I recently discussed this subject with some intranet practitioners in Copenhagen at an IntraTeam community of practice meeting. Several people there had yet to experience the excitement of knowing a business case had been approved or the disappointment of one being rejected.

I know how both of these experiences feel from first-hand experience when I was the BT intranet manager! It was the frustration rather than the disappointment with the rejection of a business case that has stayed with me longer. Frustration because I couldn’t get the people deciding to ‘get it’ and realise how much it would improve the intranet, the experience of people using it, and the business overall that I felt so passionately about.

How to succeed

You need to ask yourself if a business case is needed at all. Maybe by using open source technology there will be no costs that need you to ask for funding? Maybe you do need to later when you have something more convincing, more persuasive even more tangible, in the benefits you can demonstrate have been achieved by what you are doing.

Tip 1: Pick your timing to give yourself the best chance.

You need sponsors, preferably senior sponsors, better still the CEO as your sponsor. The more strategic and senior the level of support gained by you in your organisation, the better your chances of success and your efforts and time to achieve it will be rewarded.

Tip 2: Build up your relationship with your stakeholders.

You need to be complete in your business case.  That means include all the costs – technology, licences, support, training, and implementation.

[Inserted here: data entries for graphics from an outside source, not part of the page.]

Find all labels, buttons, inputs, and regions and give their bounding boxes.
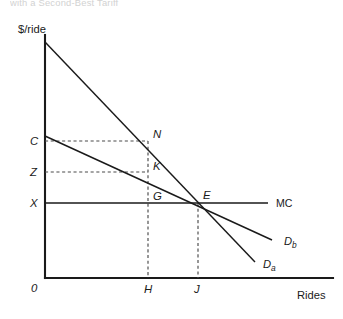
y-tick-label-z: Z (29, 166, 38, 178)
x-tick-label-h: H (144, 283, 153, 295)
x-tick-label-j: J (193, 283, 200, 295)
y-tick-label-x: X (29, 197, 38, 209)
demand-curve-db-line (45, 136, 272, 240)
curve-label-da-sub: a (271, 263, 276, 273)
curve-labels-group: MC Db Da (263, 197, 297, 273)
point-label-k: K (153, 160, 162, 172)
curve-label-mc: MC (276, 197, 293, 209)
curve-label-da: Da (263, 258, 276, 273)
x-tick-labels-group: H J (144, 283, 200, 295)
guide-lines-group (45, 141, 198, 278)
y-tick-label-c: C (30, 135, 39, 147)
curve-label-db-sub: b (292, 240, 297, 250)
curve-label-db: Db (284, 235, 297, 250)
demand-curve-da-line (45, 42, 255, 262)
economics-diagram: with a Second-Best Tariff $/ride Rides 0 (0, 0, 343, 319)
curve-label-da-main: D (263, 258, 271, 270)
point-label-n: N (153, 128, 162, 140)
point-label-e: E (203, 189, 211, 201)
curve-label-db-main: D (284, 235, 292, 247)
origin-label: 0 (31, 282, 38, 294)
point-label-g: G (153, 190, 162, 202)
diagram-canvas: $/ride Rides 0 C Z X H J (0, 0, 343, 319)
y-tick-labels-group: C Z X (29, 135, 39, 209)
partial-caption-text: with a Second-Best Tariff (10, 0, 240, 7)
y-axis-title: $/ride (18, 23, 46, 35)
x-axis-title: Rides (297, 289, 326, 301)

But don’t forget all the savings – paper, accommodation, time, benefits – productivity, better decision making, risks avoided to brand, and reputation. There could also be revenue generated from extra sales because what you offer could mean more time and ability to compete than before for new business.

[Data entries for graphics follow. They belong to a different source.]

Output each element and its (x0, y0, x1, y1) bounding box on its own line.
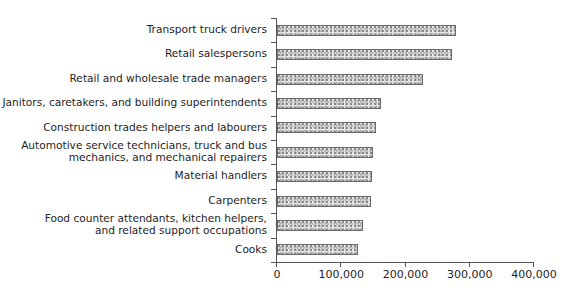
category-label-line: Carpenters (208, 194, 267, 207)
category-label: Food counter attendants, kitchen helpers… (45, 212, 267, 237)
y-tick (271, 42, 276, 43)
category-label-line: mechanics, and mechanical repairers (21, 151, 267, 164)
y-tick (271, 91, 276, 92)
x-tick (276, 262, 277, 267)
y-tick (271, 164, 276, 165)
x-tick (340, 262, 341, 267)
y-tick (271, 238, 276, 239)
bar (277, 147, 373, 158)
x-tick-label: 200,000 (383, 268, 429, 281)
x-tick (405, 262, 406, 267)
category-label: Janitors, caretakers, and building super… (2, 96, 267, 109)
bar (277, 244, 358, 255)
category-label-line: Construction trades helpers and labourer… (43, 121, 267, 134)
bar (277, 49, 452, 60)
x-tick-label: 0 (274, 268, 281, 281)
x-tick (469, 262, 470, 267)
category-label: Transport truck drivers (147, 23, 267, 36)
category-label-line: and related support occupations (45, 224, 267, 237)
category-label-line: Cooks (235, 243, 267, 256)
category-label-line: Transport truck drivers (147, 23, 267, 36)
y-tick (271, 213, 276, 214)
y-tick (271, 67, 276, 68)
bar (277, 98, 381, 109)
x-tick (533, 262, 534, 267)
category-label-line: Janitors, caretakers, and building super… (2, 96, 267, 109)
category-label: Cooks (235, 243, 267, 256)
category-label: Retail and wholesale trade managers (69, 72, 267, 85)
bar (277, 196, 371, 207)
x-tick-label: 400,000 (511, 268, 557, 281)
category-label-line: Material handlers (175, 169, 267, 182)
bar (277, 122, 376, 133)
y-tick (271, 18, 276, 19)
x-tick-label: 100,000 (319, 268, 365, 281)
y-tick (271, 116, 276, 117)
category-label: Carpenters (208, 194, 267, 207)
bar (277, 74, 423, 85)
category-label: Construction trades helpers and labourer… (43, 121, 267, 134)
category-label: Automotive service technicians, truck an… (21, 139, 267, 164)
category-label-line: Automotive service technicians, truck an… (21, 139, 267, 152)
horizontal-bar-chart: Transport truck driversRetail salesperso… (0, 0, 568, 290)
bar (277, 220, 363, 231)
category-label-line: Food counter attendants, kitchen helpers… (45, 212, 267, 225)
bar (277, 171, 372, 182)
y-tick (271, 140, 276, 141)
category-label-line: Retail salespersons (165, 47, 267, 60)
category-label-line: Retail and wholesale trade managers (69, 72, 267, 85)
category-label: Retail salespersons (165, 47, 267, 60)
y-tick (271, 189, 276, 190)
category-label: Material handlers (175, 169, 267, 182)
x-tick-label: 300,000 (447, 268, 493, 281)
bar (277, 25, 456, 36)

Tip 3: Don’t leave off something which could come back to bite you and affect your credibility with future business cases.

You need to consider the wider context for your business case. Is your organisation looking to expand or is it just trying to survive? What is your organisation’s strategy? Is your intranet strategy in line with it? Is your business case connected to your strategy (make sure it is!)? You need to align what you will achieve with the organisation’s values – teamwork, openness = collaboration tools.

Tip 4: Choose your agenda and use the language your audience will recognise.

You need to make your business case as compelling as possible.  That means showing as many savings – money not leaving the organisation – and income – extra money coming in – that can justify.  While there will be many benefits from productivity and reduced risks, it is the bottom line that will be the main focus and the hardest to achieve.

Tip 5: Focus on the savings and benefits which are most important to your organisation.

Lastly don’t forget to use every weapon in your artillery to help convince your sponsors of what your proposal will achieve. In addition to the five tips you can highlight how it fits with the organisations’ values, the downside of not approving the business case and risks being taken by that decision.

Good luck, be passionate about your business case. GO FOR IT AND WIN!

My interview about the social workplace

I posted recently that I will be a panellist at the Social Workplace conference in London, UK, on 1 November.  Ahead of the conference I was interviewed for my views on the social workplace by Jon Ingham discussing engagement and collaboration.

You can see on YouTube if you are interested or just curious to see me in my digital workplace.  There is also a great interview with who will be at the conference too.

It was a bit wierd talking to Jon using my webcam and not fully appreciating my facial expressions!

I hope to meet you at the conference or tweet about it on the day if you can’t make it.